Limitations of the current study include of course the retrospective design of the study, although we tried to minimize bias within this study. The problem of selection bias was addressed by definition of distinct selection criteria for inclusion of patients from the prospectively maintained database with consecutive patients. As demonstrated in Tables 1 and 2, completeness of data was high. In rare cases of missing data, multiple imputations were used to address this issue. As this study is of retrospective nature, no specific clinical response evaluation (similar to the preSANO-protocol) other than routine re-staging examinations were available. The preoperative diagnostic accuracy of pCR-detection therefore cannot be assessed within this study. Although retrospective data have its limitations, especially in times of novel diagnostic and treatment modalities—as ‘surveillance and surgery as needed’ or novel therapeutic options as immunotherapy for EC—the value of retrospective data is high. New hypotheses for future randomized trials can be generated due to retrospective observation of patients in new treatment concepts. With immunotherapy and other advances of perioperative multimodal treatment of EC, raising rates of pCR after neoadjuvant treatment can be expected in the future. The importance of this observation and possibly of future diversification of treatment options due to pCR will therefore increase.40
In conclusion, the grade of postneoadjuvant response and particularly the achieved postneoadjuvant ypTNM-stage influences the survival probability of patients with EC and AEG-cancer. Patients with complete response of the primary tumor site, but lymphnode metatases with vital tumor cells (non-CR T0N+), have a dismal prognosis, which corresponds to the prognosis of stage III-patients. Only true pathological complete response with ypT0ypN0-stage offers superior survival probabilities. The possibilities of organ-preserving concept with surveillance and surgery as needed in complete responders will hopefully offer further improvement for patients with EC in the future.
Supplementary Material
Conflicts of interest: The authors declare no conflict of interest.

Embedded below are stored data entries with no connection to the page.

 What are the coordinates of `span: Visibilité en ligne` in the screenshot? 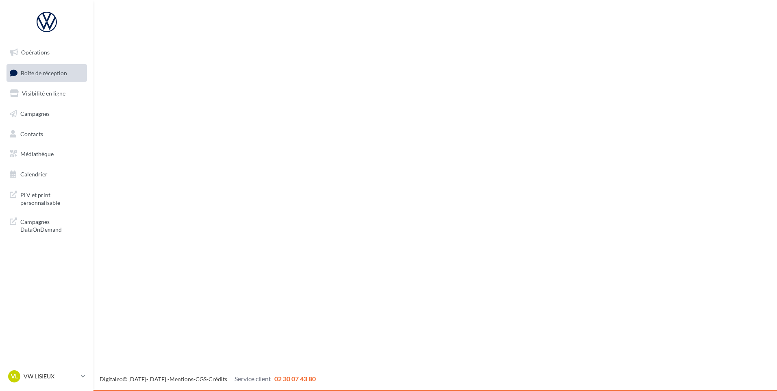 It's located at (43, 93).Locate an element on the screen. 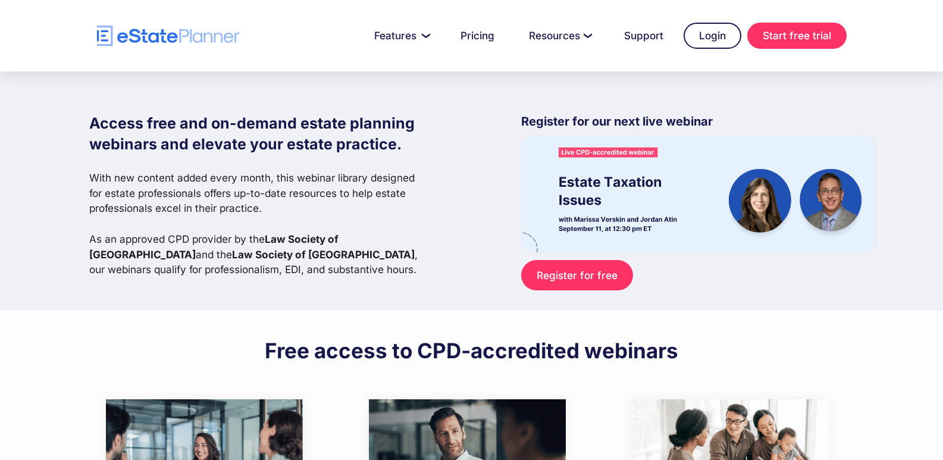  a: home is located at coordinates (168, 36).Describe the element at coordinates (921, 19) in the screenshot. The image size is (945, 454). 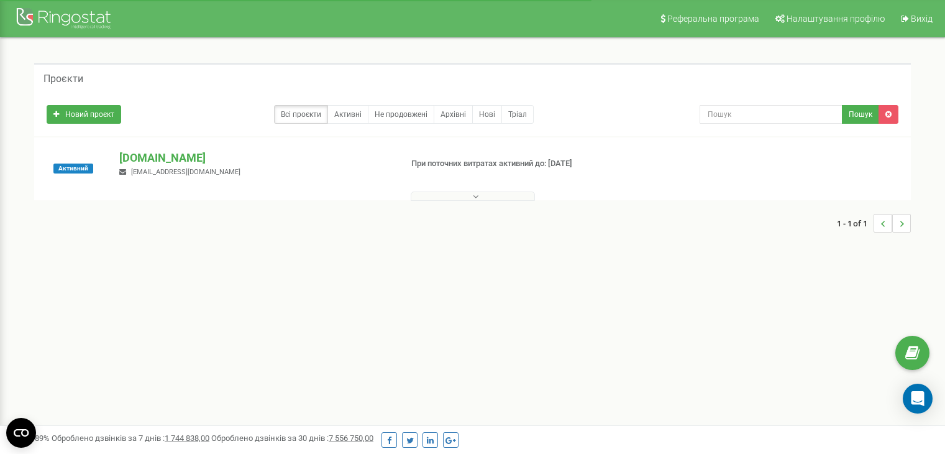
I see `span: Вихід` at that location.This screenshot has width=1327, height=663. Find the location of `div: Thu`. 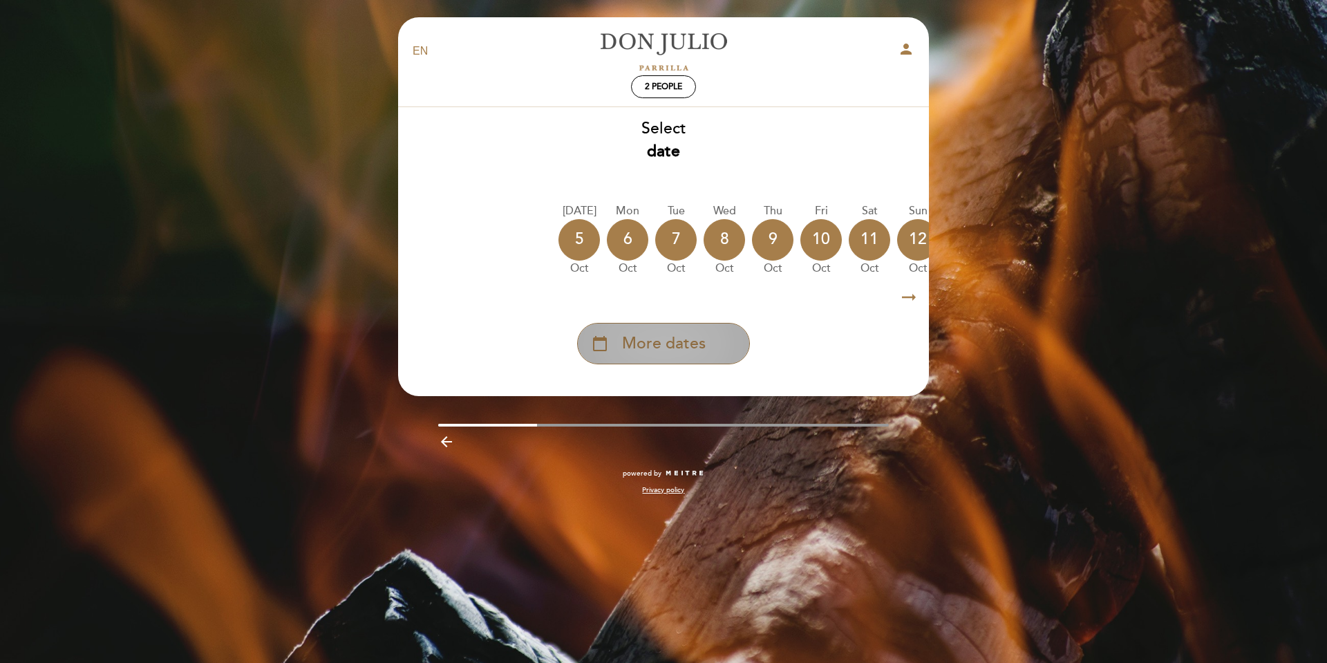

div: Thu is located at coordinates (773, 211).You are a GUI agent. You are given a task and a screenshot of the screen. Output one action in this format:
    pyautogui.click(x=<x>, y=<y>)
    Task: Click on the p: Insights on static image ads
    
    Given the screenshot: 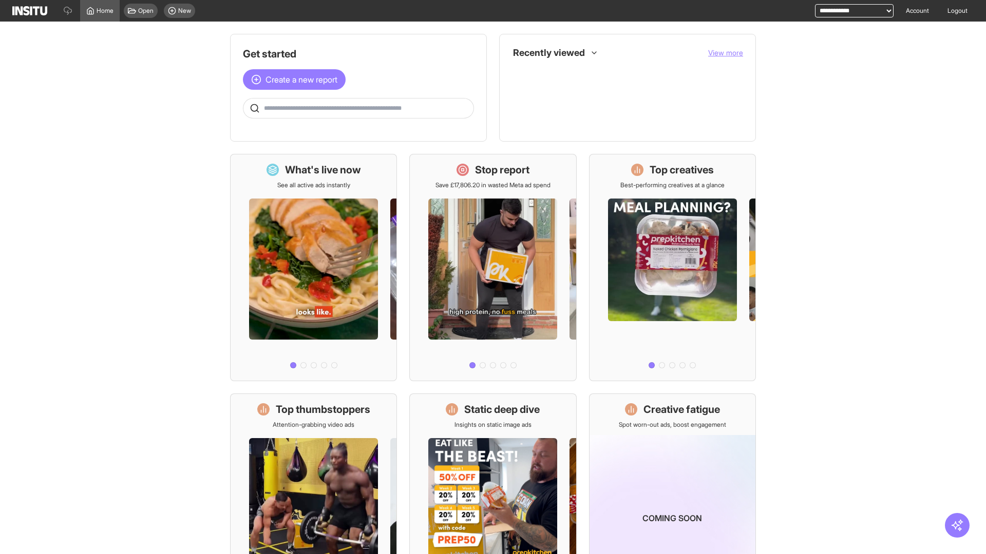 What is the action you would take?
    pyautogui.click(x=493, y=425)
    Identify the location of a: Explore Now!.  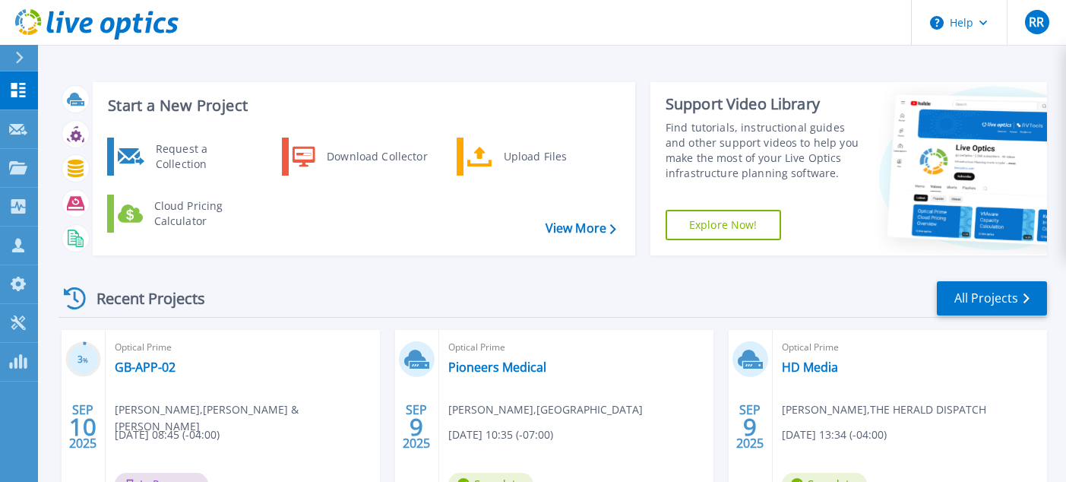
(723, 225).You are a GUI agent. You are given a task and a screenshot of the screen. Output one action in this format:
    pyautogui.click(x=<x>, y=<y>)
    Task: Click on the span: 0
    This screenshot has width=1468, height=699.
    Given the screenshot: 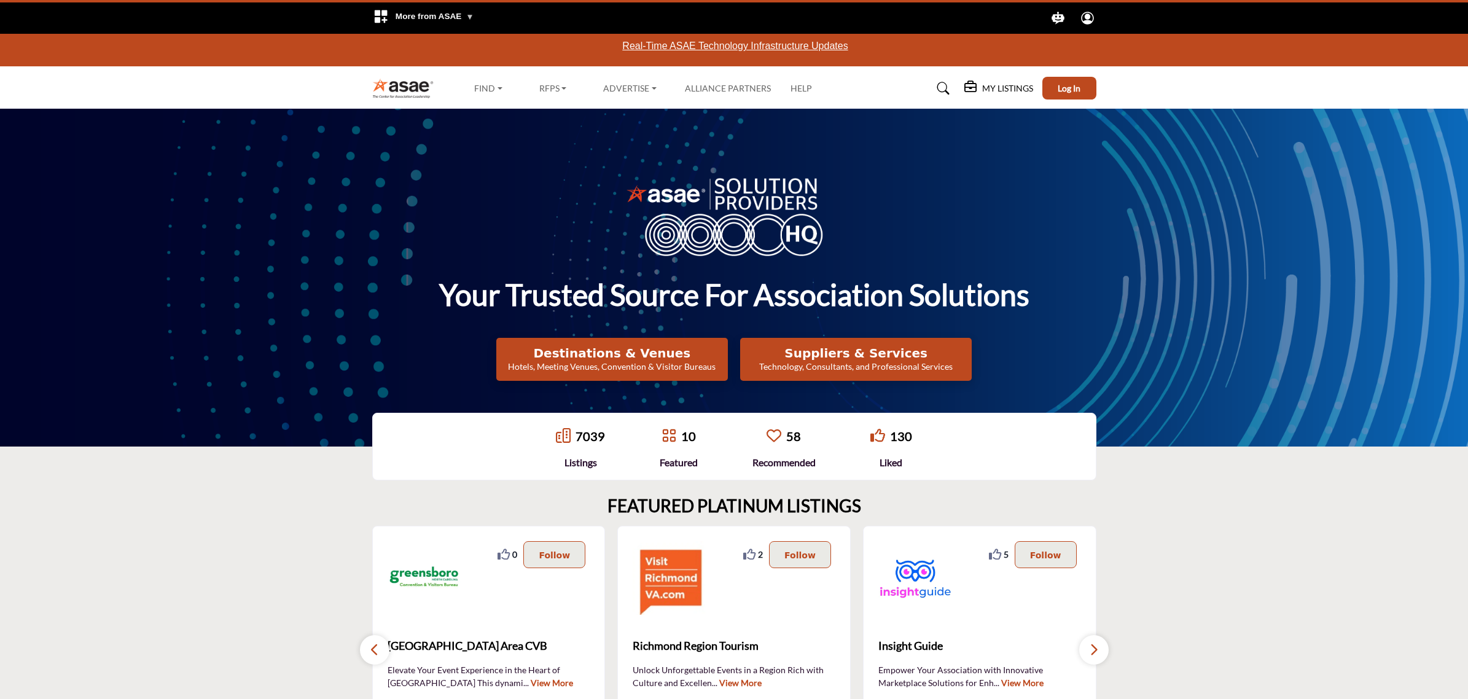 What is the action you would take?
    pyautogui.click(x=515, y=554)
    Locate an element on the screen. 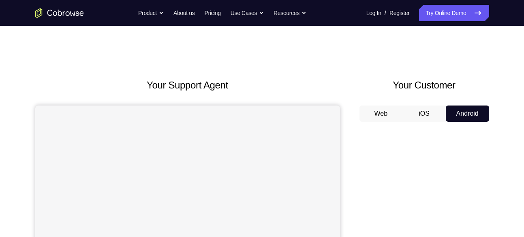  button: iOS is located at coordinates (424, 113).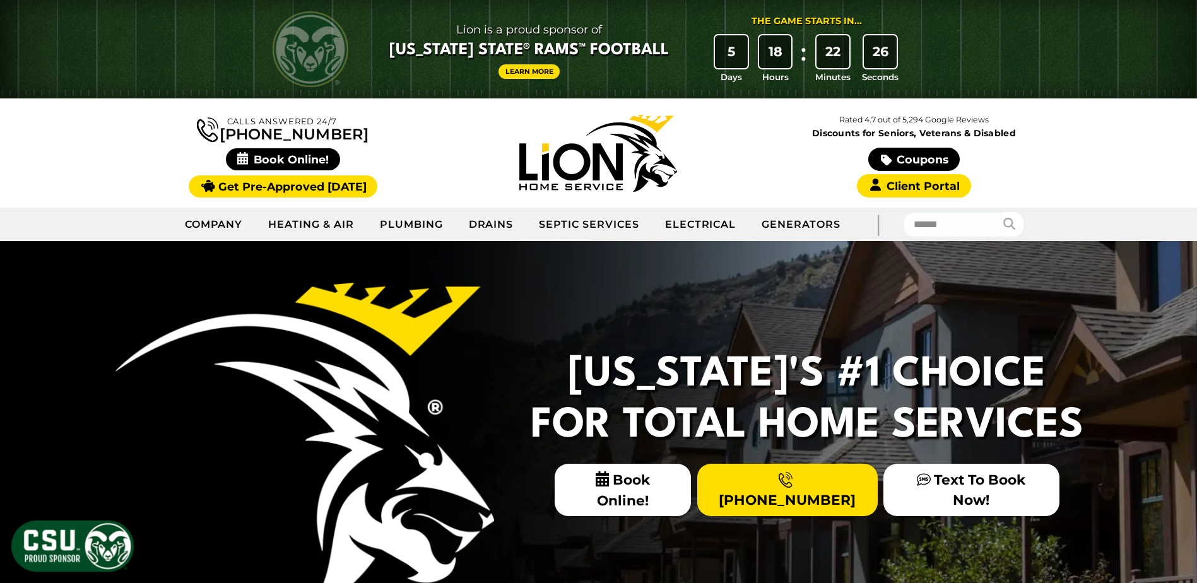 The width and height of the screenshot is (1197, 583). Describe the element at coordinates (914, 185) in the screenshot. I see `a: Client Portal` at that location.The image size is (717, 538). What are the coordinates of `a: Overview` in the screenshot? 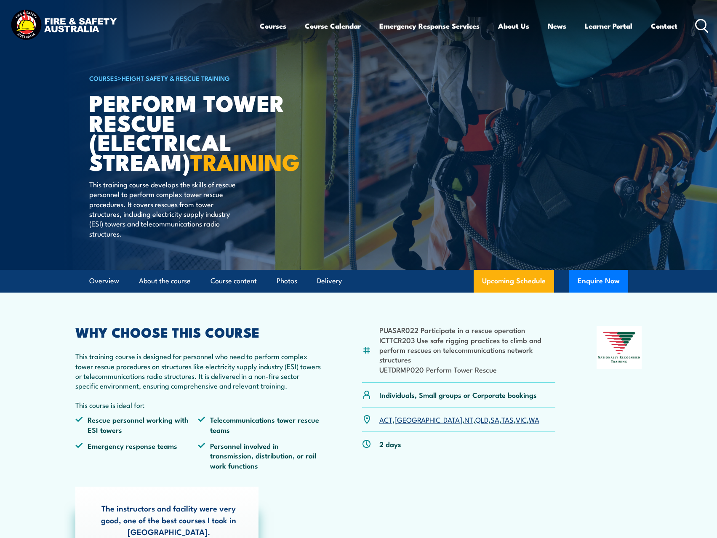 It's located at (104, 281).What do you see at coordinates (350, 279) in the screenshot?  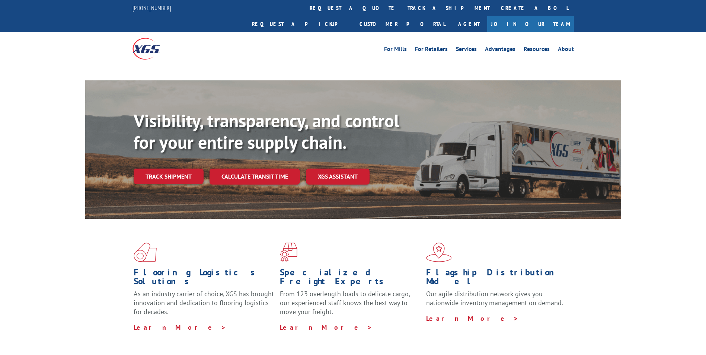 I see `h1: Specialized Freight Experts` at bounding box center [350, 279].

Availability of data, codes, and material: The datasets and codes generated and analyzed during the current study are available from the corresponding author upon reasonable request.
Contributor Information
Julian Hipp, Department of General and Visceral Surgery, Medical Center - University of Freiburg, Hugstetter Str. 55, 79106 Freiburg, Germany.
Jasmina Kuvendjiska, Department of General and Visceral Surgery, Medical Center - University of Freiburg, Hugstetter Str. 55, 79106 Freiburg, Germany.
Hans Christian Hillebrecht, Department of General and Visceral Surgery, Medical Center - University of Freiburg, Hugstetter Str. 55, 79106 Freiburg, Germany.
Sylvia Timme-Bronsert, Institute for Surgical Pathology, Medical Center - University of Freiburg, Faculty of Medicine - University of Freiburg, Breisacher Str. 115A, 79106 Freiburg, Germany.
Stefan Fichtner-Feigl, Department of General and Visceral Surgery, Medical Center - University of Freiburg, Hugstetter Str. 55, 79106 Freiburg, Germany.
Jens Hoeppner, Department of Surgery, University Medical Center Schleswig-Holstein, UKSH Campus Lübeck, Ratzeburger Allee 160, 23538 Lübeck, Germany.
Markus K Diener, Department of General and Visceral Surgery, Medical Center - University of Freiburg, Hugstetter Str. 55, 79106 Freiburg, Germany.
Authors’ contributions
Conceptualization, J.H., S.F.F. and M.D.; Methodology, J.H., S.T. and M.D.; Validation, J.H. and M.D.; formal analysis: J.H. and M.D.; Writing—original draft preparation, J.H. and M.D. Writing—review and editing, J.H., C.H., J.K., S.T., S.F.F., J.Ho. and M.D. All authors have read and agreed to the published version of the manuscript.
Funding
This research did not receive any specific grant from funding agencies in the public, commercial or not-for-profit sectors.